Restored with Neural Style Transfer Picasso Painting

Restored with Neural Style Transfer Picasso Painting

26. September 2019 0 Von Horst Buchwald

Restored with Neural Style Transfer Picasso Painting

London, 26.9.2019

The Old Guitarist is probably the most famous painting from Picasso’s Blue Period. It dates from 1903-1904, when the young artist lived in poverty in Paris. Picasso used the colour blue to depict the emotional pain and despair he experienced at the time.

But The Old Guitarist is interesting for another reason. Art historians have long noticed the presence of the face of a ghostly woman weakly visible under the color. In 1998, restorers at the Art Institute of Chicago, where the painting hangs, photographed it with X-rays and infrared light to see what was beneath the surface.

A very different picture came to light – a seated woman stretching out her left arm. Artists often painted over earlier works, especially in times of poverty when a new canvas is too expensive for them. The researchers then adapted this painting to a composition that Picasso had created in a letter to a colleague at the time.

The new painting gave an important insight into the development of Picasso’s work, his themes and his thinking during his Blue Period. Since he is perhaps the most important artist of the 20th century, this is of enormous importance.

But from an aesthetic point of view, what the researchers have found is disappointing. Infrared and X-ray images show only the weakest contours, and although they can be used to derive the amount of color used by the artist, they show no color or style. So one way to reconstruct the lost painting more realistically would be of great interest.

Anthony Bourached and George Cann of University College London used a technique called Neural Style Transfer to restore the lost Picasso painting to color for the first time. Their approach makes it possible to view the painting as part of the artist’s Blue Period.

Researchers have used the same technique to retrieve lost paintings by other artists and say they have the potential to change the way art historians work.

The neuronal style transfer was developed in 2015 by Leon Gatys and colleagues at the University of Tübingen in Germany. It emerged from a fascinating insight into the way neural networks learn to recognize images of different kinds.

Neural networks consist of layers that analyse an image in different orders of magnitude. The first layer could recognize broad features such as edges, the next layer could see how these edges form simple shapes such as circles, the next layer could recognize patterns of shapes such as two circles close to each other, and another layer could call these circles eyes.

This kind of network would be able to recognize eyes in paintings of various styles, from Leonardo da Vinci to Van Gogh to Picasso. In any case, the eyes form a similar pattern that the machine can pick out.

Gatys and Co. went further by training such a network to recognize the artistic style, for example to distinguish a Van Gogh from a Picasso.

Their most important discovery was that the ability to distinguish the style was completely separate from the ability to see faces or other objects. Gatys and Co separated this ability and used it vice versa. They fed an image into the neural network, which then overlaid the style of the image.

This process enabled them to convert each image into the style of another artist.

This work was of great importance. Different groups used it to produce works of art, comics or even films in the style of any artist.

This process works just as well with Picasso and makes it possible to create an image in the style of Picasso’s Cubist paintings, his Rose Age or even his Blue Age.

This is where Bourached and Cann come in. They took a manually edited version of the x-rays of the ghostly woman under The Old Guitarist and led it through a neural transfer network. This network was trained to convert images into the style of another artwork from Picasso’s Blue Period.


Work request — Below are the records. Restate word for word every line from the one that contains "Transcribe this image's" through the final line, both included.

Dataset entries on figures:
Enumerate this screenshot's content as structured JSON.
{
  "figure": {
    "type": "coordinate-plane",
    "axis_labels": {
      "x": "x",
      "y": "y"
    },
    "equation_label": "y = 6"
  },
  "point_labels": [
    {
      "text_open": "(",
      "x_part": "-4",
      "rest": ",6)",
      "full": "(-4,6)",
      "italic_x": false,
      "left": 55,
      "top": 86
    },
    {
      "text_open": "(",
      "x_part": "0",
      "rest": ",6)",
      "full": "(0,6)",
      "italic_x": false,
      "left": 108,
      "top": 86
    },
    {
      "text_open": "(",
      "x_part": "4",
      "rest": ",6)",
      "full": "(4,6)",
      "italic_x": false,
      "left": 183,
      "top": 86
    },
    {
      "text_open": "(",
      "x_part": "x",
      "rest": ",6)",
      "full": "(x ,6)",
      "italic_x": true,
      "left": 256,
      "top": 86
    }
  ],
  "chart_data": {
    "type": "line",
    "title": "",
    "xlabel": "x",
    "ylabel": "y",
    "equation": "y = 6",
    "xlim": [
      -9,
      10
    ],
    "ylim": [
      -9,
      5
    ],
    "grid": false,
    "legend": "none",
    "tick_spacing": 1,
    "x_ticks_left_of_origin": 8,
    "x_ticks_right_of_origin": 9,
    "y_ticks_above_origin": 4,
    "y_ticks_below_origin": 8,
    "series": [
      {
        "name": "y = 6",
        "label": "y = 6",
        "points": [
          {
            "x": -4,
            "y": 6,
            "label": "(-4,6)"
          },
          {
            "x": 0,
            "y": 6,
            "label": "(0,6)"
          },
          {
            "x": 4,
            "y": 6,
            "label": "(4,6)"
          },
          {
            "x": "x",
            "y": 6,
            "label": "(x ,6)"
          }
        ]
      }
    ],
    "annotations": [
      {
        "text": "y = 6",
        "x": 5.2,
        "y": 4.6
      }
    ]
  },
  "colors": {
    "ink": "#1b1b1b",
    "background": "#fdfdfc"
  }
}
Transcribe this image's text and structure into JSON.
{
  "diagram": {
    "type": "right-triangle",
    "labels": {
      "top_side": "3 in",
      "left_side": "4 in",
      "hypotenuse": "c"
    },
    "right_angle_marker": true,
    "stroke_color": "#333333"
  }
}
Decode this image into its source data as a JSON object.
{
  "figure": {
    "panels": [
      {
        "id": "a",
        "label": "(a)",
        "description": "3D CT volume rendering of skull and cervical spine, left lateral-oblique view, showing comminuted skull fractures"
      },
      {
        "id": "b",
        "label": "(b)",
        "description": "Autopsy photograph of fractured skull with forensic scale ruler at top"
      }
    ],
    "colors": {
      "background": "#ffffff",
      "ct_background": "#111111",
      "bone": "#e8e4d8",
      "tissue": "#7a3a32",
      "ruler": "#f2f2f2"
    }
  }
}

Solution —
Transcribe this image's text and structure into JSON.
{
  "diagram": {
    "type": "right-triangle",
    "labels": {
      "top_side": "3 in",
      "left_side": "4 in",
      "hypotenuse": "c"
    },
    "right_angle_marker": true,
    "stroke_color": "#333333"
  }
}
Decode this image into its source data as a JSON object.
{
  "figure": {
    "panels": [
      {
        "id": "a",
        "label": "(a)",
        "description": "3D CT volume rendering of skull and cervical spine, left lateral-oblique view, showing comminuted skull fractures"
      },
      {
        "id": "b",
        "label": "(b)",
        "description": "Autopsy photograph of fractured skull with forensic scale ruler at top"
      }
    ],
    "colors": {
      "background": "#ffffff",
      "ct_background": "#111111",
      "bone": "#e8e4d8",
      "tissue": "#7a3a32",
      "ruler": "#f2f2f2"
    }
  }
}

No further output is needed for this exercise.